Distill2Explain: Differentiable decision trees for explainable reinforcement learning in energy application controllers
Gargya Gokhale, Seyed Soroush Karimi Madahi, Bert Claessens, Chris Develder
TL;DR
This paper tackles the challenge of explainable reinforcement learning for residential energy management by distilling a standard RL policy into differentiable decision trees (DDTs). The two-stage method first trains a DQN teacher and then uses policy distillation to obtain shallow, executable DDTs that produce clear if-then-else rules. Empirical results on a battery-based home energy management scenario show that DDTs achieve comparable performance to the teacher with substantially smaller compute footprints, and outperform a baseline RBC by about 20–25%. The work demonstrates the practical potential of edge-deployable, explainable RL controllers for energy systems, while identifying stability and scalability considerations for future extensions.
Abstract
Demand-side flexibility is gaining importance as a crucial element in the energy transition process.

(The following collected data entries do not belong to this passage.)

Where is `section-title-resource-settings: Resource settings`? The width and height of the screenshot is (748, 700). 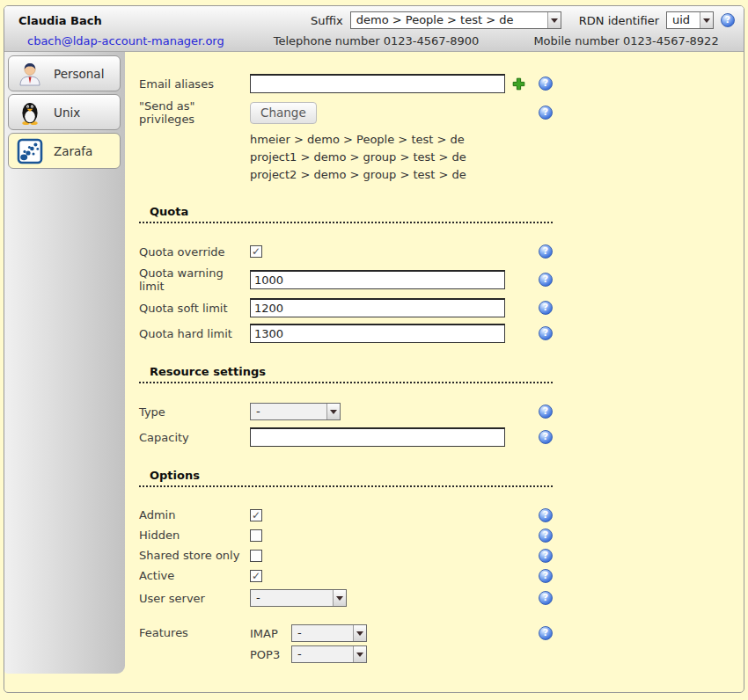 section-title-resource-settings: Resource settings is located at coordinates (346, 375).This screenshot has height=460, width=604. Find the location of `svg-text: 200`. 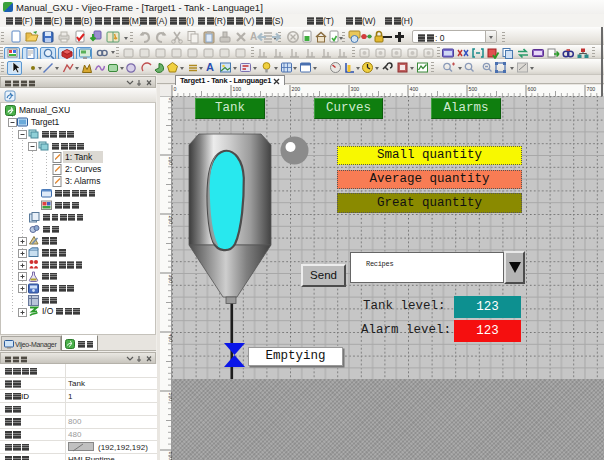

svg-text: 200 is located at coordinates (296, 89).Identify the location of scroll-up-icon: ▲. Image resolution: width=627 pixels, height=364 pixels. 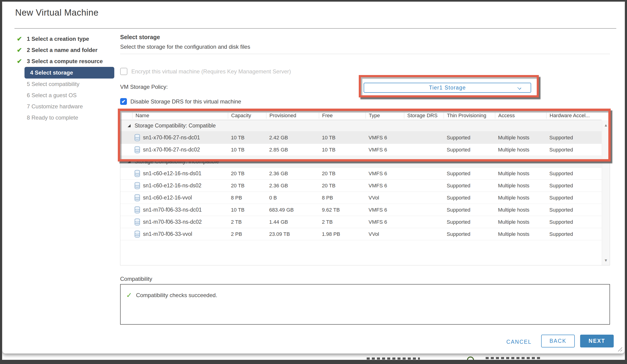
(606, 125).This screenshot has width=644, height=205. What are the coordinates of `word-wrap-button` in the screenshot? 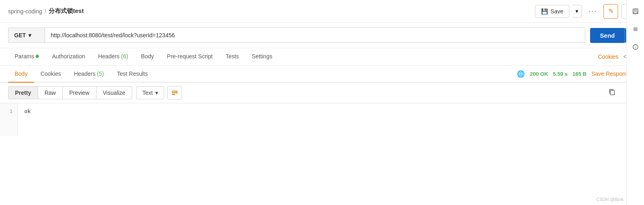 It's located at (175, 93).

Accounting for about 25% of final energy consumption globally, the residential sector is an important (potential) source of energy flexibility. However, unlocking this flexibility requires developing a control framework that (1) easily scales across different houses, (2) is easy to maintain, and (3) is simple to understand for end-users. A potential control framework for such a task is data-driven control, specifically model-free reinforcement learning (RL). Such RL-based controllers learn a good control policy by interacting with their environment, learning purely based on data and with minimal human intervention. Yet, they lack explainability, which hampers user acceptance. Moreover, limited hardware capabilities of residential assets forms a hurdle (e.g., using deep neural networks). To overcome both those challenges, we propose a novel method to obtain explainable RL policies by using differentiable decision trees. Using a policy distillation approach, we train these differentiable decision trees to mimic standard RL-based controllers, leading to a decision tree-based control policy that is data-driven and easy to explain. As a proof-of-concept, we examine the performance and explainability of our proposed approach in a battery-based home energy management system to reduce energy costs. For this use case, we show that our proposed approach can outperform baseline rule-based policies by about 20-25%, while providing simple, explainable control policies. We further compare these explainable policies with standard RL policies and examine the performance trade-offs associated with this increased explainability.